2. Beyond Dichotomies of Power Politics and Human Rights                                    
3. Models of Intervention: Neighborhoods and Perceptions in International Politics   
4. Western Intervention in Kosovo: Exposing Limitations of Conventional Wisdom           
5. Beyond Standard Explanations Of Kosovo: Transformed Perceptions and
6. Intervention in Libya: National Interests and Regional Demands                
7. Hollow Intervention in Darfur: Civil Wars in Bad Neighborhoods                        
8. Conclusions and the Future of Humanitarian Interventions                                  
Reference List
Congressional Records List

Description

Why are some violent crises more likely to prompt humanitarian military interventions than others? Conventional wisdom says that humanitarian military interventions occur due to national interests, shared values and norms, or economic benefits for the interveners. Yet neither of these factors can fully explain the selectivity of such interventions. The international community continues to ignore the decades-long suffering in Darfur, often dismisses the genocidal policies within Myanmar, and even perpetuates the suffering in contemporary Yemen, while undertaking humanitarian-laden missions in Libya, Syria, and the Balkans. 

Using new data on all post–Cold War internal armed conflicts matched to third-party responses as well as in-depth case studies, From Kosovo to Darfur offers the first regionally sensitive analysis of humanitarian military intervention since the end of the Cold War. It shows that international military interventions in the context of acute humanitarian crises are driven by different pathways within the Western versus the non-Western world and fueled by elite perceptions of the crisis, making interventions closer to the geographic and cultural West most probable and most intense. As our international community becomes increasingly interdependent and aware of human suffering across borders, From Kosovo to Darfur points to new pathways of conflict trajectories and offers vital implications for leaders, scholars, and nongovernmental actors advocating for or against international military intervention as a policy choice.

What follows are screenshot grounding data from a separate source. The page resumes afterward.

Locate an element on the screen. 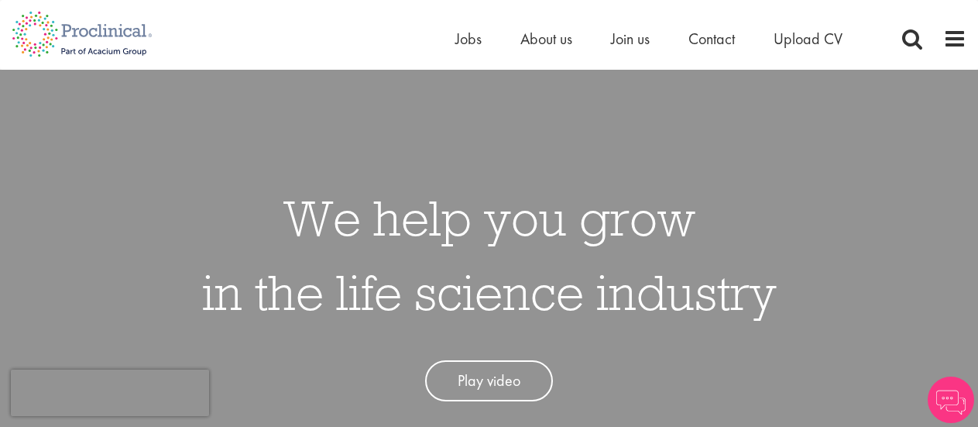 The image size is (978, 427). a: Contact is located at coordinates (711, 39).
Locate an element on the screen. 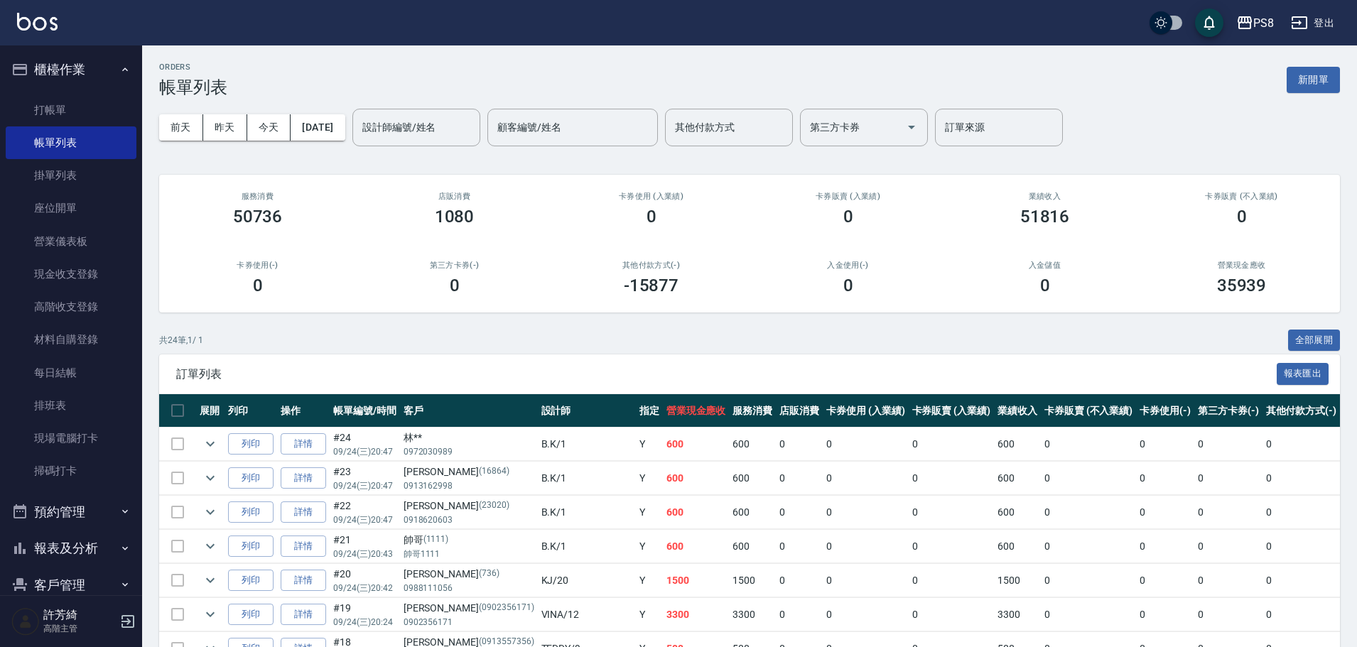  h2: 業績收入 is located at coordinates (1045, 196).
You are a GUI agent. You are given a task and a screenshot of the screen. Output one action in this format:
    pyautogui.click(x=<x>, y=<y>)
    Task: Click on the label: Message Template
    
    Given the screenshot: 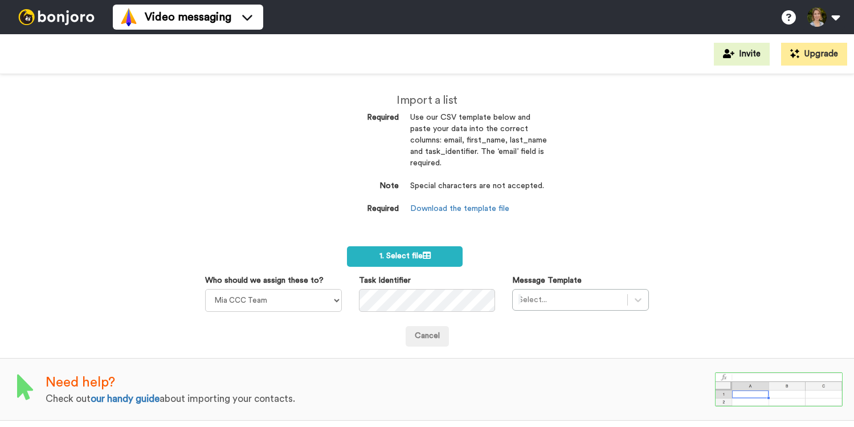 What is the action you would take?
    pyautogui.click(x=547, y=280)
    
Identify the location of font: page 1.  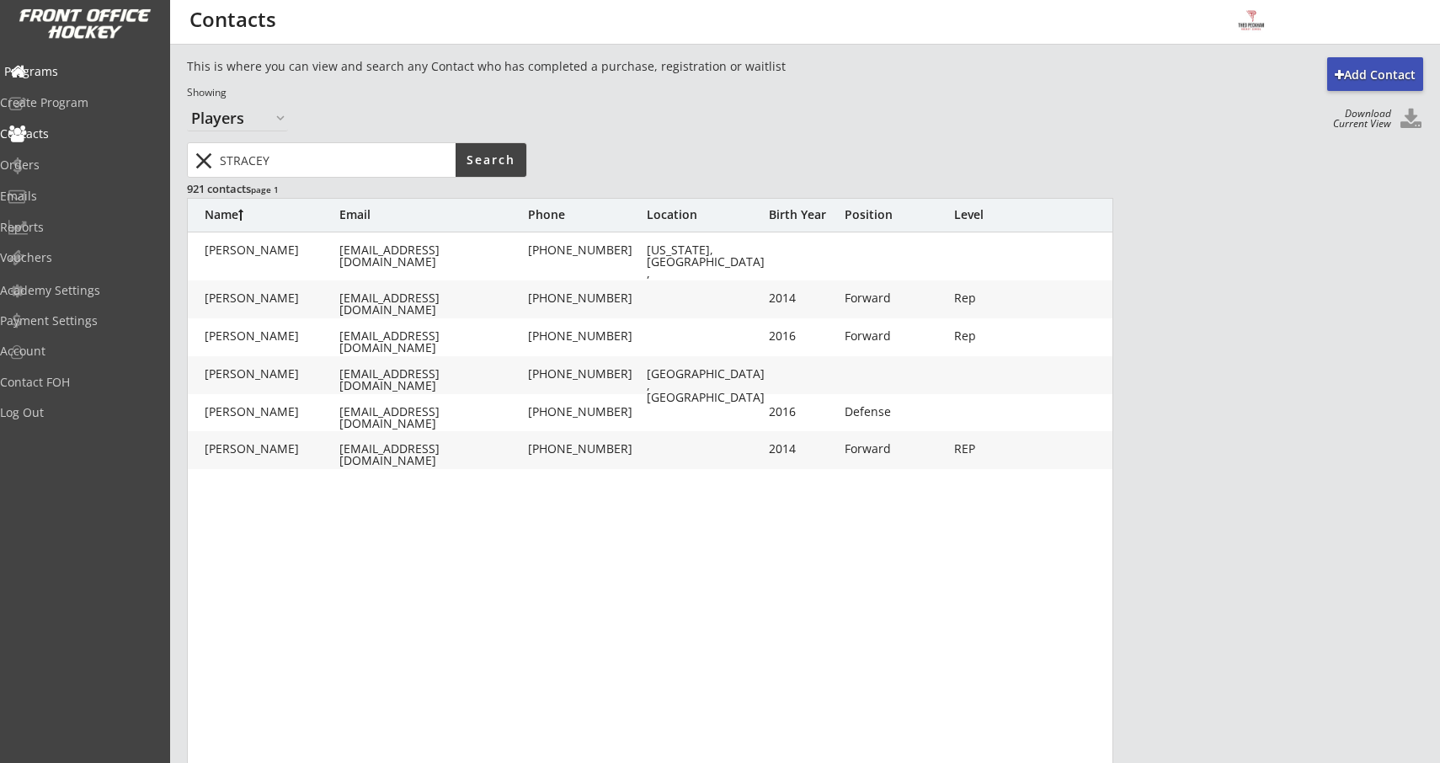
(264, 189).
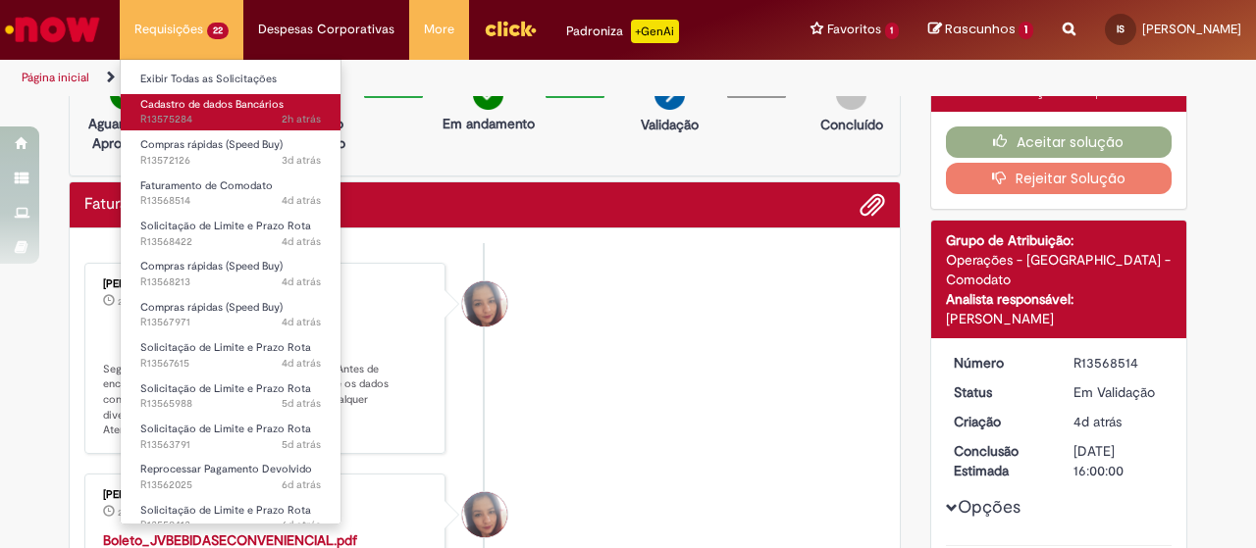 The width and height of the screenshot is (1256, 548). I want to click on div: Padroniza, so click(622, 31).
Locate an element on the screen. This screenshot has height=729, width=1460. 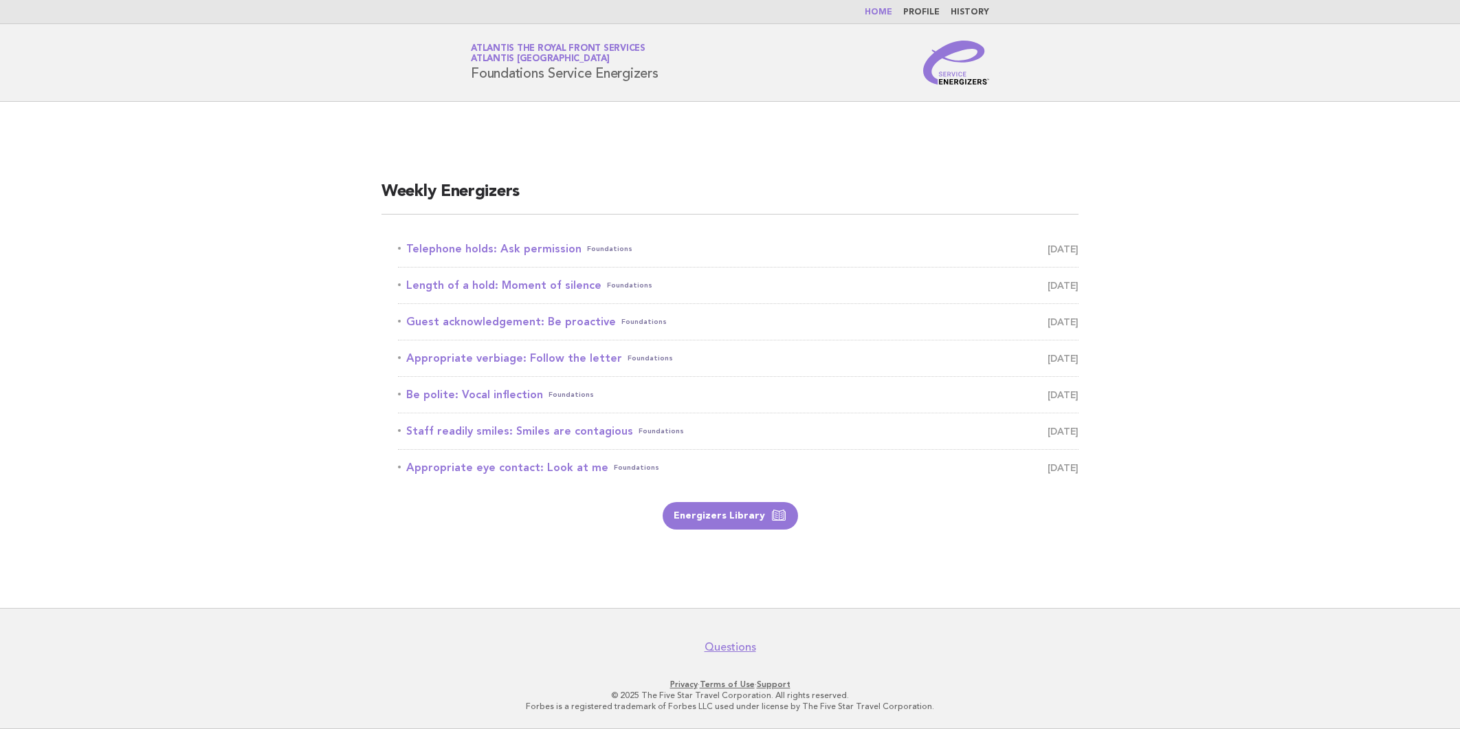
a: Profile is located at coordinates (921, 12).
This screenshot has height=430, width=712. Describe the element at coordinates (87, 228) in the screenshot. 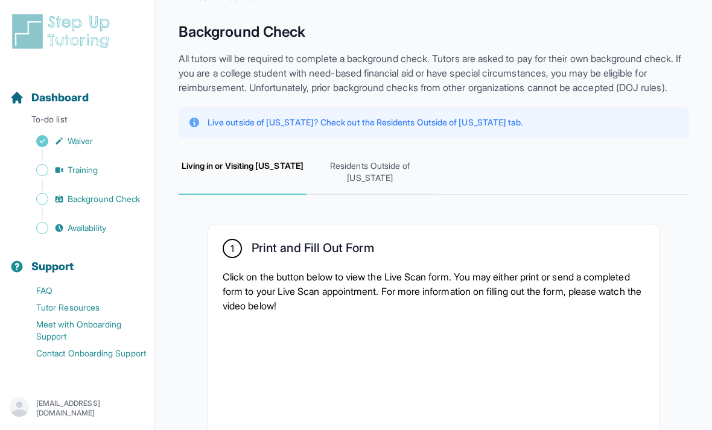

I see `span: Availability` at that location.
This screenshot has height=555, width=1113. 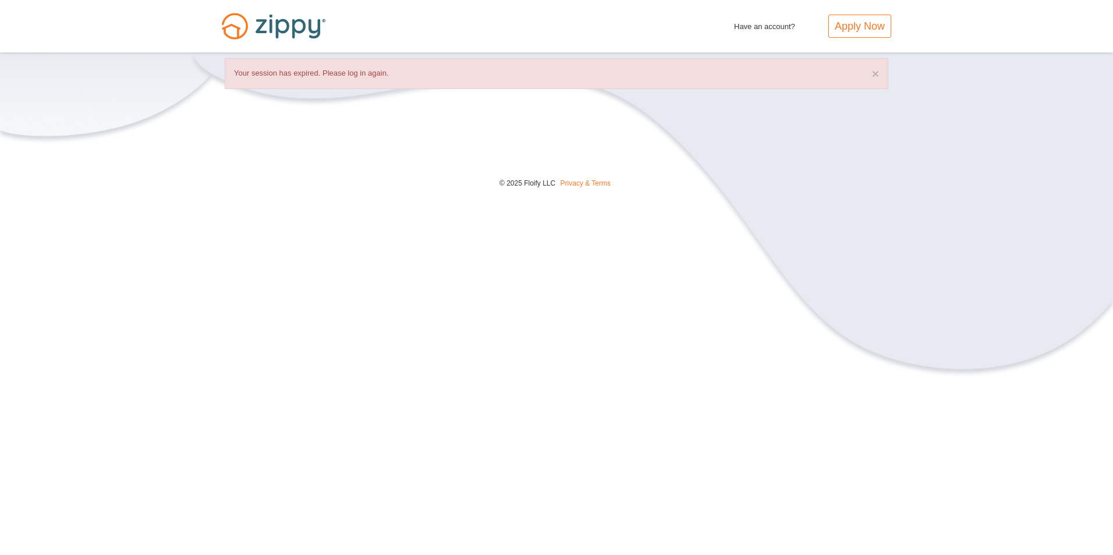 I want to click on span: © 2025 Floify LLC, so click(x=527, y=183).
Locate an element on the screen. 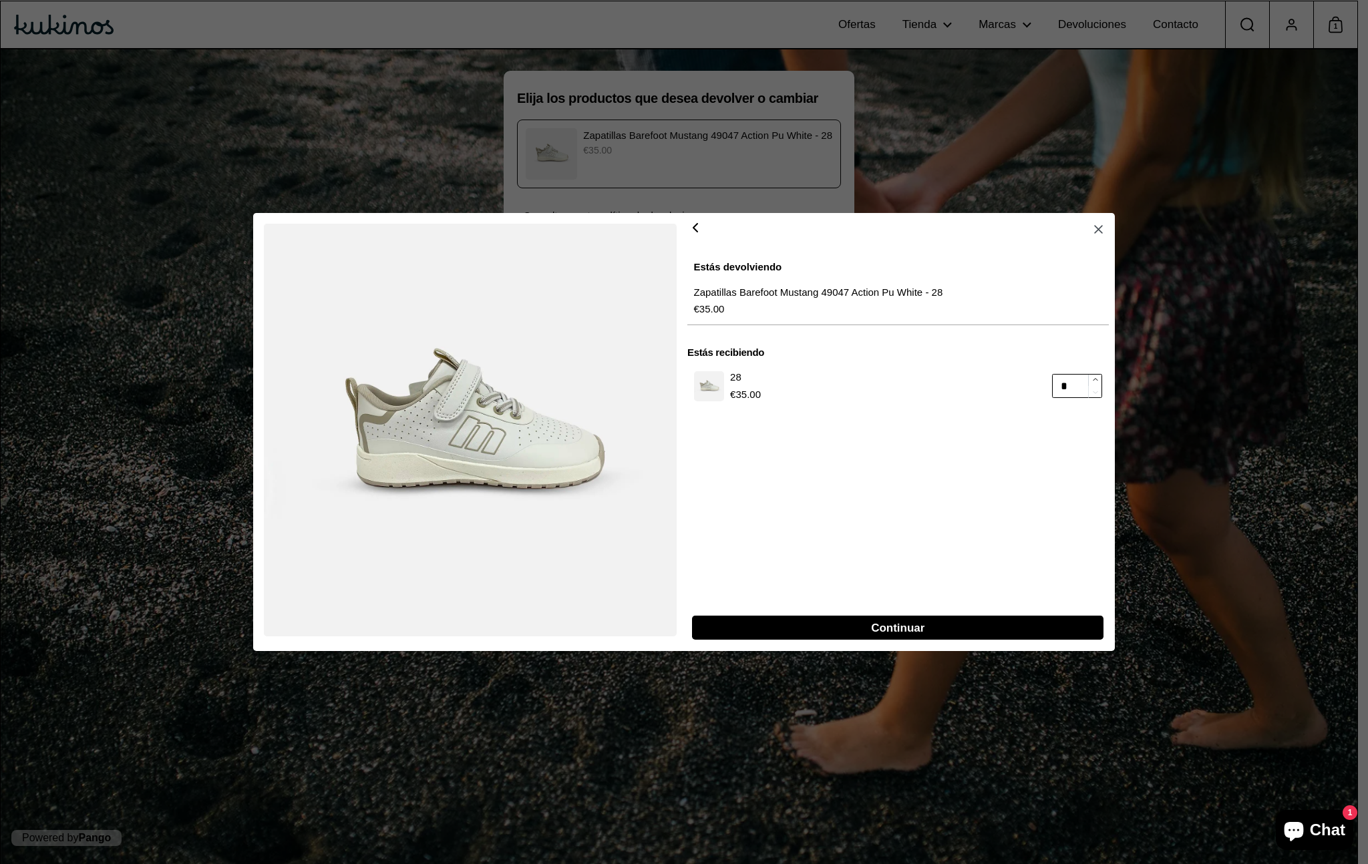 The image size is (1368, 864). inbox-online-store-chat: Chat de la tienda online Shopify is located at coordinates (1314, 831).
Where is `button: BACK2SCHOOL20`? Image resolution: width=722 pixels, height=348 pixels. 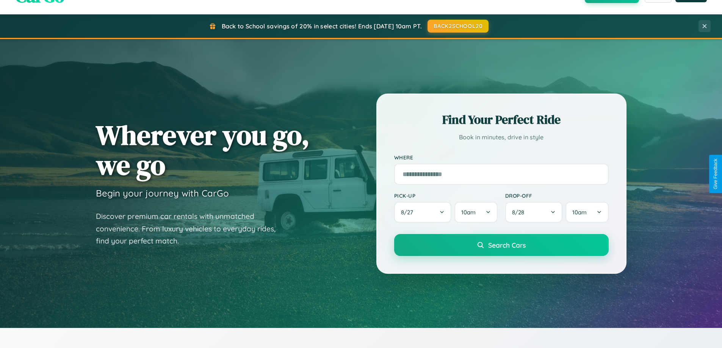 button: BACK2SCHOOL20 is located at coordinates (458, 26).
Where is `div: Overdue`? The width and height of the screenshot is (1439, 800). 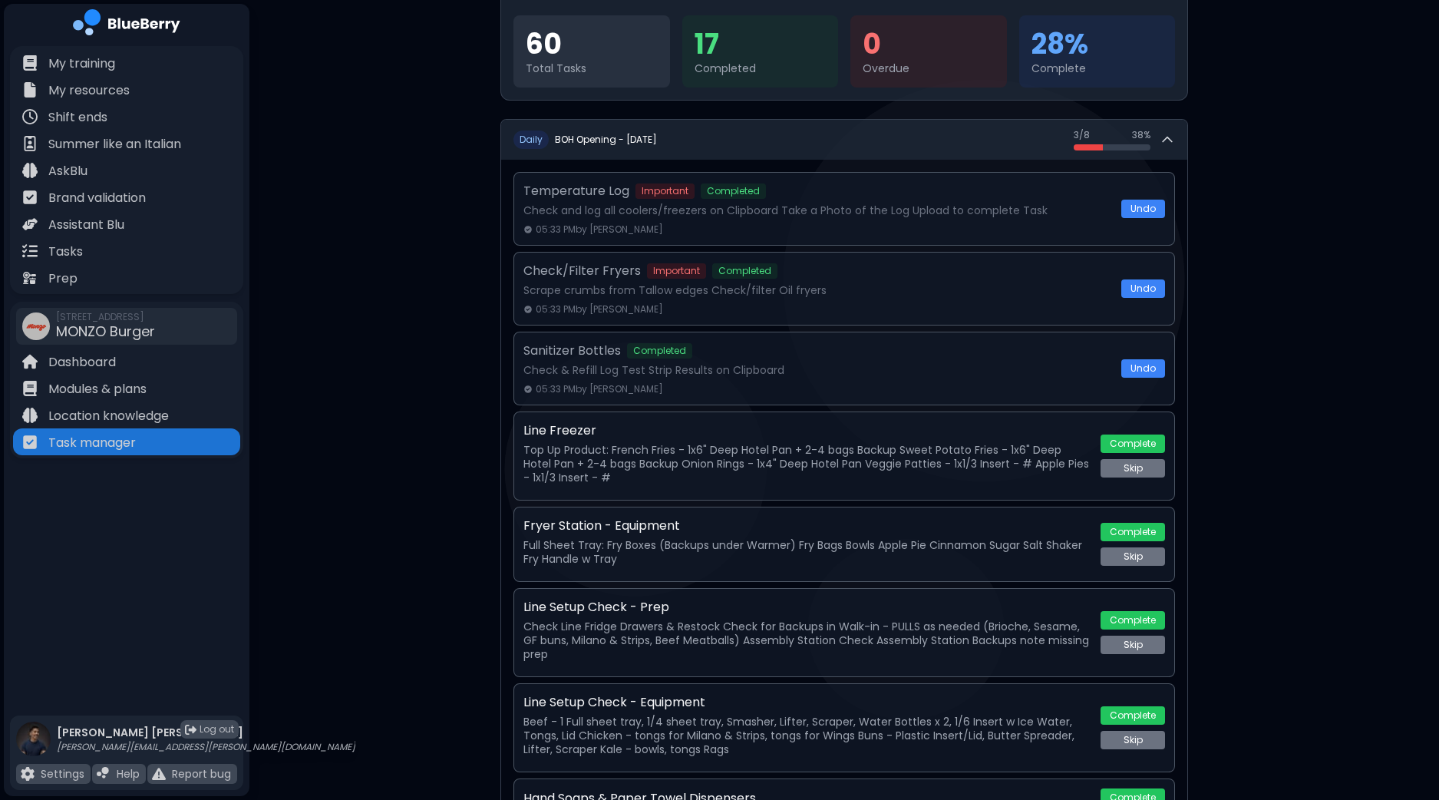 div: Overdue is located at coordinates (929, 68).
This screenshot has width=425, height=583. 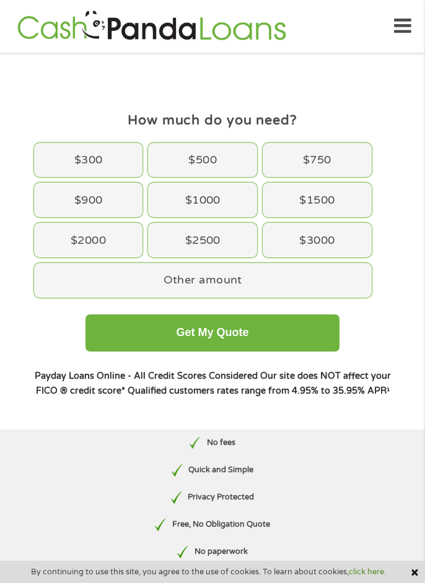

Sidita Kushi is Assistant Professor of Political Science at Bridgewater State University.

From Kosovo to Darfur uses multiple methods to show that states intervene depending on whether the conflict occurs near the western neighborhood and whether it is cast as an identity-based civil war. It’s clearly organized and structured, the terminology is defined, and theoretical frameworks are cited and characterized to support the argument. This book would work well for syllabi at the undergraduate or graduate level.”

- Sarah Kreps, Cornell University

From Kosovo to Darfur works to fill a gap in existing literature on civil war and humanitarian intervention with regard to region. The strength of the book lies in its theoretical framework, and the case studies used to support the framework. It merges region with the global power hierarchy to identify areas of the world that are part of, or near, the ‘West’ in an interesting and valuable contribution to scholarship.”